Concepts the wiki may want to promote following this source (single-source-deferred):
- 24-hour sprint model — McKinsey’s distinctive operational frame; defer to second-source promotion.
- Factory of agents — McKinsey’s named primitive; defer.
- Librarian agent — McKinsey’s named role for knowledge-graph-querying agent; defer.
- Policy as code as outer-loop integration primitive — McKinsey’s prescription for risk / legal / testing / procurement baked in by design; defer.

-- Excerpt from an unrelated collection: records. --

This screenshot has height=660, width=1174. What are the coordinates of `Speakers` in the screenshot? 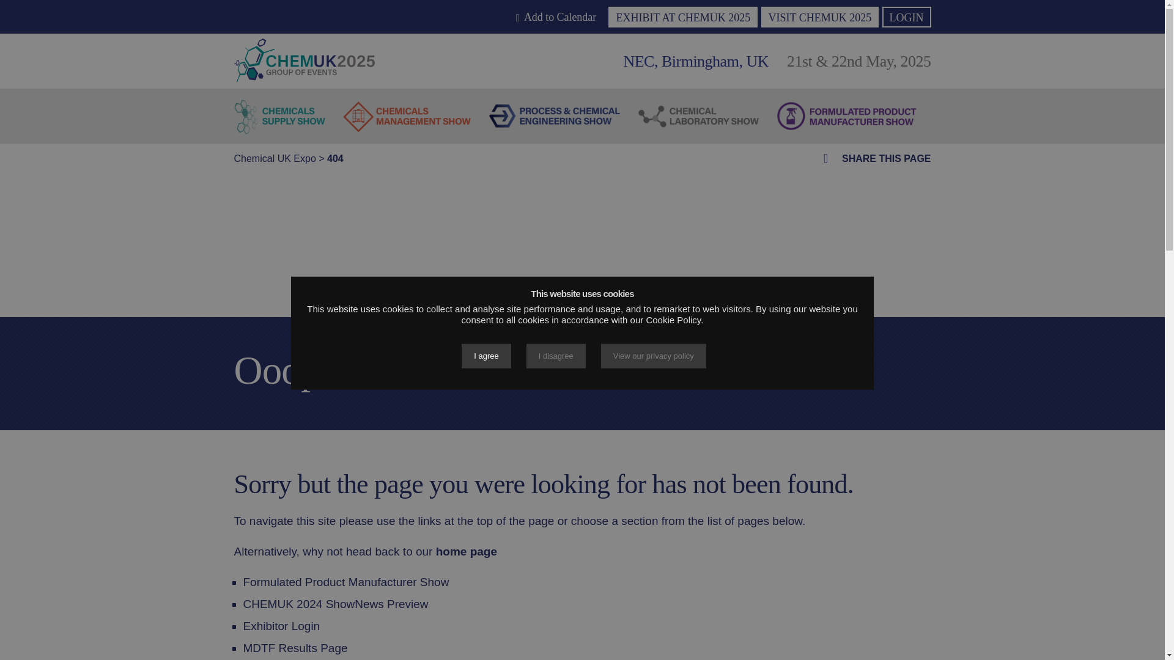 It's located at (396, 44).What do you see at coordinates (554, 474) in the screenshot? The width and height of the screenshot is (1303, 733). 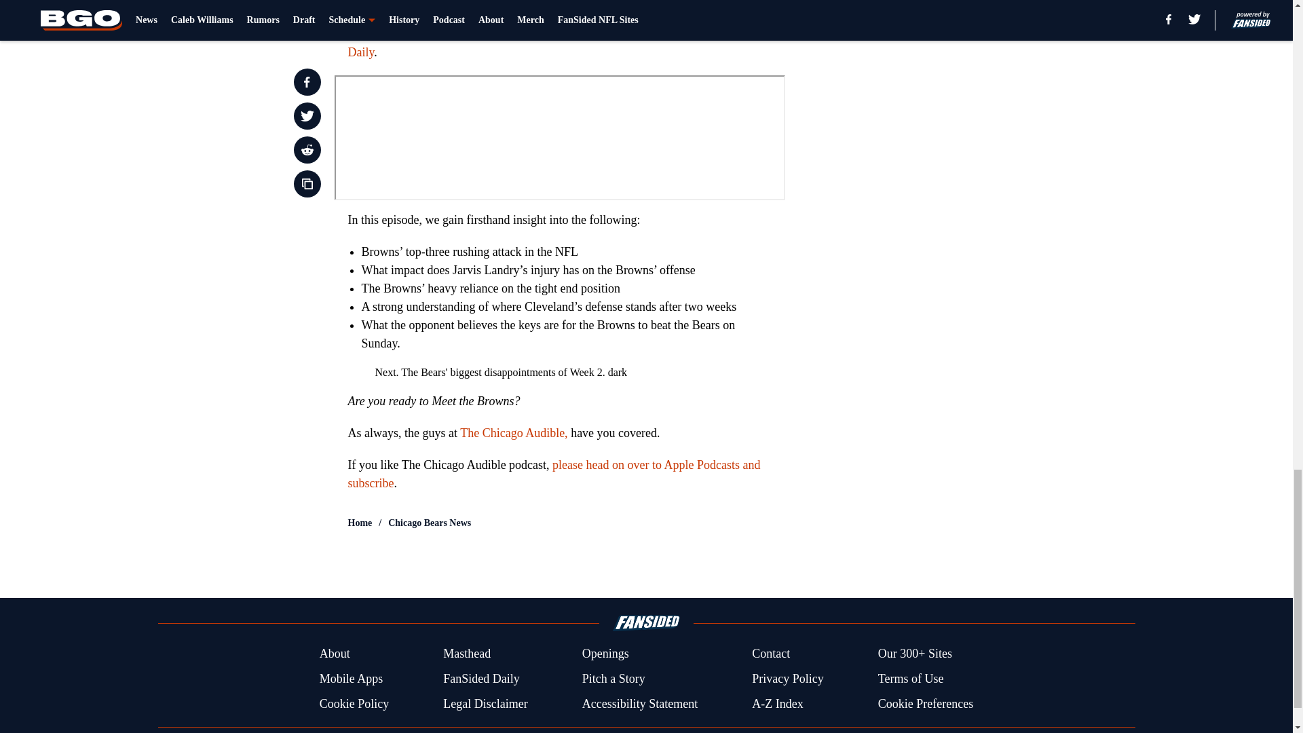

- Knowledge as production infrastructure (as durable competitive advantage) — McKinsey’s strongest single-line strategic-renewal claim about knowledge architecture; defer to second-source.
Source
- Raw PDF (7 pp): article file — browser-print save from mckinsey.com.
- Public URL: mckinsey.com/capabilities/mckinsey-digital/our-insights/rewiring-software-delivery-for-the-agentic-era
- Publisher: McKinsey & Company / McKinsey Technology.
- Authors: Jared Moon (Senior Partner, London) + Rory Walsh (Partner, Dublin) + Vito Di Leo (Partner, Zurich) + Adam Thelwall (Associate Partner).
- Editor: Barr Seitz (Editorial Director, New York).
- Published: 28 May 2026.
Reading scope
Full ~7-page article body read end-to-end during ingest. Six substantive contributions surfaced (24-hour-sprint model with day-shift / night-shift work decomposition; extend automation to eliminate human handoffs thesis with 30%/70% CI/CD-vs-requirements-through-coding cost decomposition; knowledge graphs as AI memory layer infrastructure prescription with the librarian agent + anti-grand-ontology design principle; team-size quantification 100 → 60 FTEs + 200 → 100 person-years + 10-role-pod → 3-role-pod; outer-loop roles integration prescription with policy-as-code; capacity-reinvestment-not-cost-cut normative framing with three-priorities operationalisation). Closing thesis on human roles concentrate at architecture + product judgment + system design + institutional knowledge + technical coherence captured. Five single-source-deferred concept-page candidates flagged: 24-hour sprint model; factory of agents; librarian agent; policy-as-code as outer-loop integration primitive; knowledge as production infrastructure. Three exhibits captured (the 24-hour timeline; the agent-squad pipeline diagram; the team-size quantification). Boundary AI cited as 2026-04-02 source for the Software development cost reference — flagged as plausible adjacent ingest target.